Amazon.com Review
Something has happened to good old Mother Goose--she's not the same kindly storyteller she once was. In fact, that isn't Mother Goose tapping away at her laptop computer at all. It's Monster Goose! With a diabolical grin beneath her granny glasses and fangs peeking out from her beak, this twisted matriarch wreaks marvelously evil havoc on 25 favorite nursery rhymes. Now featuring ghouls, vampire bats, and cannibals, these verses appeal to the perverse corner in every reader's mind. Just a taste:
There was an old zombie who lived in a shoe.
She had so many maggots, she didn't know what to do.
So she soaked them in soapsuds and painted them green.
She'll be giving them out next Halloween.
Not for the faint of heart, Judy Sierra's grisly rhymes are accompanied by such fabulously hideous illustrations by Jack E. Davis (the Zack Files series,
Bedhead, etc.), any potential nightmares will be diverted by helpless giggles. Readers will delight in identifying the original classic nursery rhymes behind such titles as "Mary Had a Vampire Bat," "Weird Mother Hubbard," "Hush, Little Monster," and "Werewolf Bo-Creep." Sierra and Davis are an ingenious pair indeed. For more ghoulish nonsense, don't miss Sierra's
The House that Drac Built. And for still more playful poems, try her
Antarctic Antics: A Book of Penguin Poems. (Ages 5 and older)
--Emilie Coulter
From Publishers Weekly
Sierra (There's a Zoo in Room 22) and Davis (Bedhead) replace storybook characters with their ghoulish alter egos in this silly-scary Mother Goose knockoff. Every spread presents one revised rhyme and pictures the comical doppelgnger of a familiar figure. In "Mary Had a Vampire Bat," a fiendish girl frightens her classmates with her pet: "She brought him out for show-and-tell;/ The teacher screamed and ran./ And school was canceled for a week,/ Just as Mary planned." Green-skinned "Cannibal Horner" chomps off his own thumb ("A tasty young morsel am I!"), and the usual mouse is upstaged in "Slithery, dithery, dock,/ The snake slid up the clock." Sierra invites a sing-along in "Twinkle, Twinkle, Little Slug" and "The itsy-bitsy spider/ Climbed up the warthog's snout," and she turns a song of sixpence into an even less appetizing yarn: "Sing a song of sea slime, sewer gas, and sludge./ Four and twenty wharf rats dipped in mocha fudge." Davis, working in acrylics and colored pencil, crowds his illustrations with monsters, vermin and gross gags. But he indicates the verses' humor by giving the characters diabolical ear-to-ear grins, shifty eyes and skulky postures. The Goose has been spoofed before, but this volume strikes a nice balance between goofy and ghastly. Ages 5-8.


> Your goal
A verbatim copy of all entries is the expected output.

> Dataset extract
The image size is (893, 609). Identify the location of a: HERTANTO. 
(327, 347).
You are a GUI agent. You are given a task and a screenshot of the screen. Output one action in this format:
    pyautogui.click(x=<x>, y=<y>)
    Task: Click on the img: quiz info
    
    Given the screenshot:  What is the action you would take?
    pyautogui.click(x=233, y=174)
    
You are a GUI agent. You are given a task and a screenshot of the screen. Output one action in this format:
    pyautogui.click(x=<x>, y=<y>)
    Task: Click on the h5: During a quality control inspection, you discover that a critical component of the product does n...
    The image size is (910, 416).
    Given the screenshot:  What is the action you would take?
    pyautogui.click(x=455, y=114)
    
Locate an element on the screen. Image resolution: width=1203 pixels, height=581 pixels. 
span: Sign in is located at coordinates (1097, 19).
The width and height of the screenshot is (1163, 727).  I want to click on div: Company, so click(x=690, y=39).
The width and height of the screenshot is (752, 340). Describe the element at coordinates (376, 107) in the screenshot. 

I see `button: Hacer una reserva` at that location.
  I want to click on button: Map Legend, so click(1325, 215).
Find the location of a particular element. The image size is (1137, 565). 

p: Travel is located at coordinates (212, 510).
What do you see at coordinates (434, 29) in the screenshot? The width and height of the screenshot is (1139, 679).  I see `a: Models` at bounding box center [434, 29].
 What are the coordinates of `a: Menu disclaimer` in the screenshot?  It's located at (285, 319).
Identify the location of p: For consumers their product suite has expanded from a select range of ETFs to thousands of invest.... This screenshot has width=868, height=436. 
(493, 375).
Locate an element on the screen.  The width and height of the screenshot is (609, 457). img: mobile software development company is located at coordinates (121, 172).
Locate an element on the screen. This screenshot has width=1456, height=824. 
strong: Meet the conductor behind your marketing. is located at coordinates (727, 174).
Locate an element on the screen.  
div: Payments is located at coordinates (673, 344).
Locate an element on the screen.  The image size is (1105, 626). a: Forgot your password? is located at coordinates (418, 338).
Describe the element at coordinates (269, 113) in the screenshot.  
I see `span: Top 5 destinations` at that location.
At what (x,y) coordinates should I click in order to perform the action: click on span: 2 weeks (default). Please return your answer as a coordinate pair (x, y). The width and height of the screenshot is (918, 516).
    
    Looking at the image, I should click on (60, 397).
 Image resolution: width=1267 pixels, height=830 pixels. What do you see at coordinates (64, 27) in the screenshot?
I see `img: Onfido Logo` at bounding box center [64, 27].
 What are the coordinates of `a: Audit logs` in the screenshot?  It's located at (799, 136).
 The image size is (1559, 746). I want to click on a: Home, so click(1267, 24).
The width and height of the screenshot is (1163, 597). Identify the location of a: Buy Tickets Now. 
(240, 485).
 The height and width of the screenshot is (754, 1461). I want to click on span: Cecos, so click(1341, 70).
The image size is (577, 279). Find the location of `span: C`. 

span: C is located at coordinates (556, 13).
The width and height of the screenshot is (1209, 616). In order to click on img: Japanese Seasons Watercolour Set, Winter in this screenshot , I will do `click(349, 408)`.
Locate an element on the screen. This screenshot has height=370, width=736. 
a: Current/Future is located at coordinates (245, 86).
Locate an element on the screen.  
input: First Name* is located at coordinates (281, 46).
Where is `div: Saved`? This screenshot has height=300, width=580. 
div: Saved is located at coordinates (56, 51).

> Answer space
The image size is (893, 609). Identify the location of a: HERTANTO. 
(327, 347).
You are a GUI agent. You are given a task and a screenshot of the screen. Output one action in this format:
    pyautogui.click(x=<x>, y=<y>)
    Task: Click on the img: quiz info
    
    Given the screenshot:  What is the action you would take?
    pyautogui.click(x=233, y=174)
    
You are a GUI agent. You are given a task and a screenshot of the screen. Output one action in this format:
    pyautogui.click(x=<x>, y=<y>)
    Task: Click on the h5: During a quality control inspection, you discover that a critical component of the product does n...
    The image size is (910, 416).
    Given the screenshot:  What is the action you would take?
    pyautogui.click(x=455, y=114)
    
Locate an element on the screen. Image resolution: width=1203 pixels, height=581 pixels. 
span: Sign in is located at coordinates (1097, 19).
The width and height of the screenshot is (1163, 727).  I want to click on div: Company, so click(x=690, y=39).
The width and height of the screenshot is (752, 340). Describe the element at coordinates (376, 107) in the screenshot. 

I see `button: Hacer una reserva` at that location.
  I want to click on button: Map Legend, so click(1325, 215).
Find the location of a particular element. The image size is (1137, 565). 

p: Travel is located at coordinates (212, 510).
What do you see at coordinates (434, 29) in the screenshot? The width and height of the screenshot is (1139, 679).  I see `a: Models` at bounding box center [434, 29].
 What are the coordinates of `a: Menu disclaimer` in the screenshot?  It's located at (285, 319).
Identify the location of p: For consumers their product suite has expanded from a select range of ETFs to thousands of invest.... This screenshot has width=868, height=436. 
(493, 375).
Locate an element on the screen.  The width and height of the screenshot is (609, 457). img: mobile software development company is located at coordinates (121, 172).
Locate an element on the screen. This screenshot has width=1456, height=824. 
strong: Meet the conductor behind your marketing. is located at coordinates (727, 174).
Locate an element on the screen.  
div: Payments is located at coordinates (673, 344).
Locate an element on the screen.  The image size is (1105, 626). a: Forgot your password? is located at coordinates (418, 338).
Describe the element at coordinates (269, 113) in the screenshot.  
I see `span: Top 5 destinations` at that location.
At what (x,y) coordinates should I click in order to perform the action: click on span: 2 weeks (default). Please return your answer as a coordinate pair (x, y). The width and height of the screenshot is (918, 516).
    
    Looking at the image, I should click on (60, 397).
 Image resolution: width=1267 pixels, height=830 pixels. What do you see at coordinates (64, 27) in the screenshot?
I see `img: Onfido Logo` at bounding box center [64, 27].
 What are the coordinates of `a: Audit logs` in the screenshot?  It's located at (799, 136).
 The image size is (1559, 746). I want to click on a: Home, so click(1267, 24).
The width and height of the screenshot is (1163, 597). Identify the location of a: Buy Tickets Now. 
(240, 485).
 The height and width of the screenshot is (754, 1461). I want to click on span: Cecos, so click(1341, 70).
The image size is (577, 279). Find the location of `span: C`. 

span: C is located at coordinates (556, 13).
The width and height of the screenshot is (1209, 616). In order to click on img: Japanese Seasons Watercolour Set, Winter in this screenshot , I will do `click(349, 408)`.
Locate an element on the screen. This screenshot has height=370, width=736. 
a: Current/Future is located at coordinates (245, 86).
Locate an element on the screen.  
input: First Name* is located at coordinates (281, 46).
Where is `div: Saved`? This screenshot has height=300, width=580. 
div: Saved is located at coordinates (56, 51).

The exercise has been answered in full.